A circuit is used to express a piecewise linear function of one variable $\ f:\mathbb{Q}\to\mathbb{Q}$ The component gates are:
- add the outputs of two other gates together
- scale the output of one other gate by some constant
- offset the output of one other gate by some constant
- take as input the outputs of three other gates, labeled X, Y, C. If C is less than some constant, output X from this gate, otherwise output Y
Given such a circuit, how efficiently can one verify whether $f(x)=0$ for all $x$?
My apologies that I don't have references to possibly related problems. I tried searching piecewise linear (identity/equivalence) testing without much luck. Randomized polynomial identity testing could possibly be tropicalized, but I don't have high hopes for that avenue of attack.
Also, I should mention that this came out of a practical problem involving document layout, in case the existence of applications is motivational.
Addendum: Here is a non-standard "circuit" problem, which is closer to the intended application.
Consider a DAG with a unique root. Each node in the DAG represents a function of type $f:\mathbb{Q}\to\mathbb{Q}$:
- Leaf $\ f(w) = w\ $ This node has no children.
- Linear $\ f(w) = child(aw + b)\ $ This node has one child, with function $child(w)$
- Branch $\ f(w) = \left\{\begin{array}[ll]\\ left(w) & w < c\\ right(w) & w\geq c\end{array}\right.\ \ $ This node has two children, whose functions are $left(w)$ and $right(w)$ respectively.
Then, the DAG as a whole represents a piecewise linear function, namely the composition of the atomic functions beginning at the root. Again, the problem is to determine whether the piecewise linear function is $0$. Or, equivalently (I haven't verified the reduction works both ways) whether for two such piecewise linear functions $f=g$?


§ Your assignment: Only the text belongs in the copy: repeat each record exactly, without pictures.
Given records: Begin
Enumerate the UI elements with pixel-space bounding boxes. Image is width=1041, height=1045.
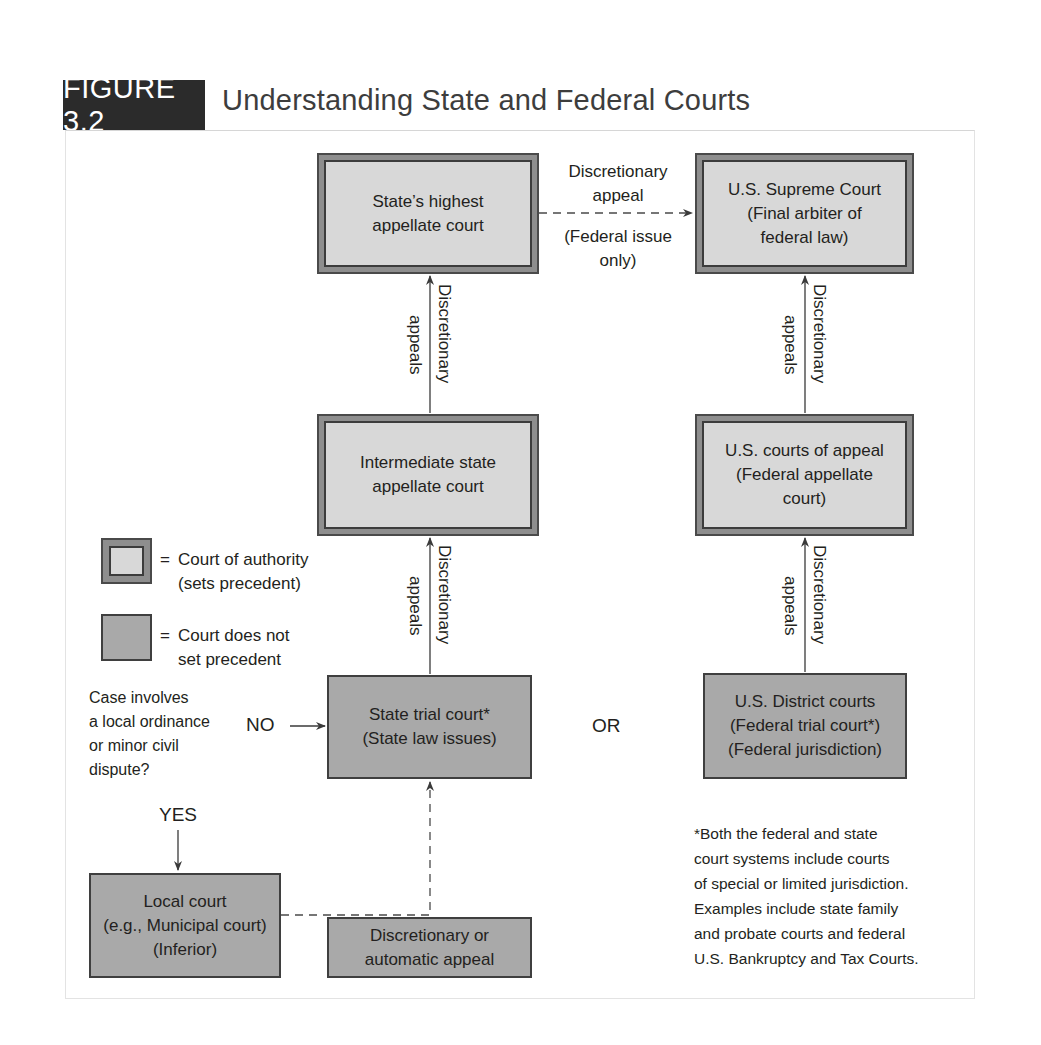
node-discretionary-or-automatic-appeal: Discretionary or automatic appeal bbox=[327, 917, 532, 978]
node-us-courts-of-appeal: U.S. courts of appeal (Federal appellate… bbox=[695, 414, 914, 536]
label-or: OR bbox=[592, 714, 621, 738]
node-line: State trial court* bbox=[362, 703, 496, 727]
edge-label-discretionary-appeal: Discretionary appeal bbox=[548, 160, 688, 208]
node-local-court: Local court (e.g., Municipal court) (Inf… bbox=[89, 873, 281, 978]
edge-label-appeals: appeals bbox=[780, 315, 800, 375]
edge-label-appeals: appeals bbox=[780, 576, 800, 636]
edge-label-discretionary: Discretionary bbox=[434, 545, 454, 644]
node-line: U.S. courts of appeal bbox=[725, 439, 884, 463]
node-line: Local court bbox=[103, 890, 266, 914]
node-line: Discretionary or bbox=[365, 924, 494, 948]
node-line: federal law) bbox=[728, 226, 881, 250]
node-state-highest-court: State’s highest appellate court bbox=[317, 153, 539, 274]
label-no: NO bbox=[246, 713, 275, 737]
node-line: U.S. Supreme Court bbox=[728, 178, 881, 202]
node-line: automatic appeal bbox=[365, 948, 494, 972]
node-line: (Final arbiter of bbox=[728, 202, 881, 226]
legend-plain-label: Court does not set precedent bbox=[178, 624, 290, 672]
edge-label-appeals: appeals bbox=[405, 315, 425, 375]
legend-equals: = bbox=[160, 624, 170, 648]
legend-authority-swatch bbox=[101, 538, 152, 584]
node-line: (Federal appellate bbox=[725, 463, 884, 487]
node-line: (State law issues) bbox=[362, 727, 496, 751]
node-line: U.S. District courts bbox=[728, 690, 882, 714]
edge-label-discretionary: Discretionary bbox=[434, 284, 454, 383]
edge-label-federal-issue-only: (Federal issue only) bbox=[548, 225, 688, 273]
node-line: (Federal trial court*) bbox=[728, 714, 882, 738]
node-line: (e.g., Municipal court) bbox=[103, 914, 266, 938]
footnote: *Both the federal and state court system… bbox=[694, 821, 919, 971]
node-line: appellate court bbox=[372, 214, 484, 238]
legend-plain-swatch bbox=[101, 614, 152, 661]
node-state-trial-court: State trial court* (State law issues) bbox=[327, 675, 532, 779]
edge-label-discretionary: Discretionary bbox=[809, 284, 829, 383]
node-line: court) bbox=[725, 487, 884, 511]
node-line: State’s highest bbox=[372, 190, 484, 214]
edge-label-appeals: appeals bbox=[405, 576, 425, 636]
label-yes: YES bbox=[159, 803, 197, 827]
node-line: Intermediate state bbox=[360, 451, 496, 475]
edge-label-discretionary: Discretionary bbox=[809, 545, 829, 644]
question-text: Case involves a local ordinance or minor… bbox=[89, 686, 210, 782]
node-us-supreme-court: U.S. Supreme Court (Final arbiter of fed… bbox=[695, 153, 914, 274]
node-intermediate-state-court: Intermediate state appellate court bbox=[317, 414, 539, 536]
node-line: (Federal jurisdiction) bbox=[728, 738, 882, 762]
node-line: appellate court bbox=[360, 475, 496, 499]
legend-equals: = bbox=[160, 548, 170, 572]
legend-authority-label: Court of authority (sets precedent) bbox=[178, 548, 308, 596]
edge-local-to-trial bbox=[281, 782, 430, 915]
node-us-district-courts: U.S. District courts (Federal trial cour… bbox=[703, 673, 907, 779]
node-line: (Inferior) bbox=[103, 938, 266, 962]
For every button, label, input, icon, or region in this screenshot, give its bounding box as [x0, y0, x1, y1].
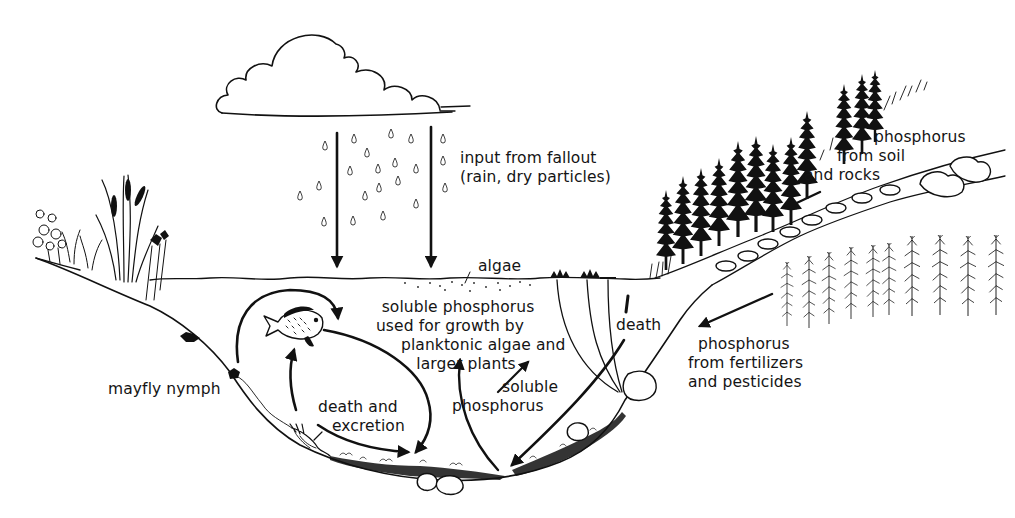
cattails-icon [62, 175, 158, 282]
rainfall-arrows [337, 127, 431, 266]
raindrops [298, 129, 448, 226]
death-excretion-line2: excretion [318, 417, 405, 436]
fertilizers-label: phosphorus from fertilizers and pesticid… [688, 335, 803, 392]
algae-label: algae [478, 257, 521, 276]
algae-particles [404, 281, 531, 292]
soil-label-line1: phosphorus [858, 128, 968, 147]
fertilizers-label-line3: and pesticides [688, 373, 803, 392]
fallout-label: input from fallout (rain, dry particles) [460, 149, 611, 187]
soluble-growth-label: soluble phosphorus used for growth by pl… [373, 298, 563, 374]
sunfish-icon [264, 307, 323, 347]
soluble-growth-line2: used for growth by [337, 317, 563, 336]
fertilizers-label-line1: phosphorus [688, 335, 803, 354]
soluble-growth-line1: soluble phosphorus [353, 298, 563, 317]
soluble-label-line1: soluble [452, 378, 558, 397]
soluble-growth-line4: larger plants [369, 355, 563, 374]
soil-rocks-label: phosphorus from soil and rocks [858, 128, 968, 185]
cornfield [781, 235, 1004, 328]
fallout-label-line1: input from fallout [460, 149, 611, 168]
soluble-label-line2: phosphorus [452, 397, 558, 416]
shore-flowers-icon [33, 210, 169, 300]
soluble-growth-line3: planktonic algae and [401, 336, 563, 355]
left-shore [36, 258, 80, 270]
phosphorus-cycle-diagram: input from fallout (rain, dry particles)… [0, 0, 1015, 518]
fallout-label-line2: (rain, dry particles) [460, 168, 611, 187]
soluble-phosphorus-label: soluble phosphorus [452, 378, 558, 416]
death-excretion-label: death and excretion [318, 398, 405, 436]
mayfly-nymph-label: mayfly nymph [108, 380, 221, 399]
fertilizers-label-line2: from fertilizers [688, 354, 803, 373]
soil-label-line3: and rocks [804, 166, 968, 185]
death-label: death [616, 316, 661, 335]
cloud-icon [216, 35, 470, 116]
death-excretion-line1: death and [318, 398, 405, 417]
soil-label-line2: from soil [837, 147, 968, 166]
Given records: End
§ Solution to the problem:
Enumerate the UI elements with pixel-space bounding boxes. Image is width=1041, height=1045.
node-discretionary-or-automatic-appeal: Discretionary or automatic appeal bbox=[327, 917, 532, 978]
node-us-courts-of-appeal: U.S. courts of appeal (Federal appellate… bbox=[695, 414, 914, 536]
label-or: OR bbox=[592, 714, 621, 738]
node-line: State trial court* bbox=[362, 703, 496, 727]
edge-label-discretionary-appeal: Discretionary appeal bbox=[548, 160, 688, 208]
node-local-court: Local court (e.g., Municipal court) (Inf… bbox=[89, 873, 281, 978]
edge-label-appeals: appeals bbox=[780, 315, 800, 375]
edge-label-appeals: appeals bbox=[780, 576, 800, 636]
edge-label-discretionary: Discretionary bbox=[434, 545, 454, 644]
node-line: U.S. courts of appeal bbox=[725, 439, 884, 463]
node-line: Local court bbox=[103, 890, 266, 914]
node-line: Discretionary or bbox=[365, 924, 494, 948]
node-line: federal law) bbox=[728, 226, 881, 250]
node-state-highest-court: State’s highest appellate court bbox=[317, 153, 539, 274]
label-no: NO bbox=[246, 713, 275, 737]
node-line: U.S. Supreme Court bbox=[728, 178, 881, 202]
node-line: automatic appeal bbox=[365, 948, 494, 972]
node-line: (Final arbiter of bbox=[728, 202, 881, 226]
legend-plain-label: Court does not set precedent bbox=[178, 624, 290, 672]
edge-label-appeals: appeals bbox=[405, 315, 425, 375]
legend-equals: = bbox=[160, 624, 170, 648]
legend-authority-swatch bbox=[101, 538, 152, 584]
node-line: (Federal appellate bbox=[725, 463, 884, 487]
node-line: (State law issues) bbox=[362, 727, 496, 751]
node-line: U.S. District courts bbox=[728, 690, 882, 714]
edge-label-discretionary: Discretionary bbox=[434, 284, 454, 383]
edge-label-federal-issue-only: (Federal issue only) bbox=[548, 225, 688, 273]
node-line: (Federal trial court*) bbox=[728, 714, 882, 738]
node-line: (e.g., Municipal court) bbox=[103, 914, 266, 938]
footnote: *Both the federal and state court system… bbox=[694, 821, 919, 971]
node-line: appellate court bbox=[372, 214, 484, 238]
legend-plain-swatch bbox=[101, 614, 152, 661]
node-state-trial-court: State trial court* (State law issues) bbox=[327, 675, 532, 779]
edge-label-discretionary: Discretionary bbox=[809, 284, 829, 383]
node-line: court) bbox=[725, 487, 884, 511]
node-line: State’s highest bbox=[372, 190, 484, 214]
edge-label-appeals: appeals bbox=[405, 576, 425, 636]
label-yes: YES bbox=[159, 803, 197, 827]
node-line: Intermediate state bbox=[360, 451, 496, 475]
edge-label-discretionary: Discretionary bbox=[809, 545, 829, 644]
question-text: Case involves a local ordinance or minor… bbox=[89, 686, 210, 782]
node-us-supreme-court: U.S. Supreme Court (Final arbiter of fed… bbox=[695, 153, 914, 274]
node-intermediate-state-court: Intermediate state appellate court bbox=[317, 414, 539, 536]
node-line: (Federal jurisdiction) bbox=[728, 738, 882, 762]
node-line: appellate court bbox=[360, 475, 496, 499]
legend-equals: = bbox=[160, 548, 170, 572]
legend-authority-label: Court of authority (sets precedent) bbox=[178, 548, 308, 596]
edge-local-to-trial bbox=[281, 782, 430, 915]
node-us-district-courts: U.S. District courts (Federal trial cour… bbox=[703, 673, 907, 779]
node-line: (Inferior) bbox=[103, 938, 266, 962]
For every button, label, input, icon, or region in this screenshot, give its bounding box as [x0, y0, x1, y1].
cattails-icon [62, 175, 158, 282]
rainfall-arrows [337, 127, 431, 266]
raindrops [298, 129, 448, 226]
death-excretion-line2: excretion [318, 417, 405, 436]
fertilizers-label: phosphorus from fertilizers and pesticid… [688, 335, 803, 392]
algae-label: algae [478, 257, 521, 276]
algae-particles [404, 281, 531, 292]
soil-label-line1: phosphorus [858, 128, 968, 147]
fertilizers-label-line3: and pesticides [688, 373, 803, 392]
fallout-label: input from fallout (rain, dry particles) [460, 149, 611, 187]
soluble-growth-label: soluble phosphorus used for growth by pl… [373, 298, 563, 374]
sunfish-icon [264, 307, 323, 347]
soluble-growth-line2: used for growth by [337, 317, 563, 336]
fertilizers-label-line1: phosphorus [688, 335, 803, 354]
soluble-growth-line1: soluble phosphorus [353, 298, 563, 317]
soluble-label-line1: soluble [452, 378, 558, 397]
soluble-growth-line4: larger plants [369, 355, 563, 374]
soil-rocks-label: phosphorus from soil and rocks [858, 128, 968, 185]
cornfield [781, 235, 1004, 328]
fallout-label-line1: input from fallout [460, 149, 611, 168]
soluble-label-line2: phosphorus [452, 397, 558, 416]
shore-flowers-icon [33, 210, 169, 300]
soluble-growth-line3: planktonic algae and [401, 336, 563, 355]
left-shore [36, 258, 80, 270]
phosphorus-cycle-diagram: input from fallout (rain, dry particles)… [0, 0, 1015, 518]
fallout-label-line2: (rain, dry particles) [460, 168, 611, 187]
soluble-phosphorus-label: soluble phosphorus [452, 378, 558, 416]
death-excretion-label: death and excretion [318, 398, 405, 436]
mayfly-nymph-label: mayfly nymph [108, 380, 221, 399]
fertilizers-label-line2: from fertilizers [688, 354, 803, 373]
soil-label-line3: and rocks [804, 166, 968, 185]
death-label: death [616, 316, 661, 335]
cloud-icon [216, 35, 470, 116]
death-excretion-line1: death and [318, 398, 405, 417]
soil-label-line2: from soil [837, 147, 968, 166]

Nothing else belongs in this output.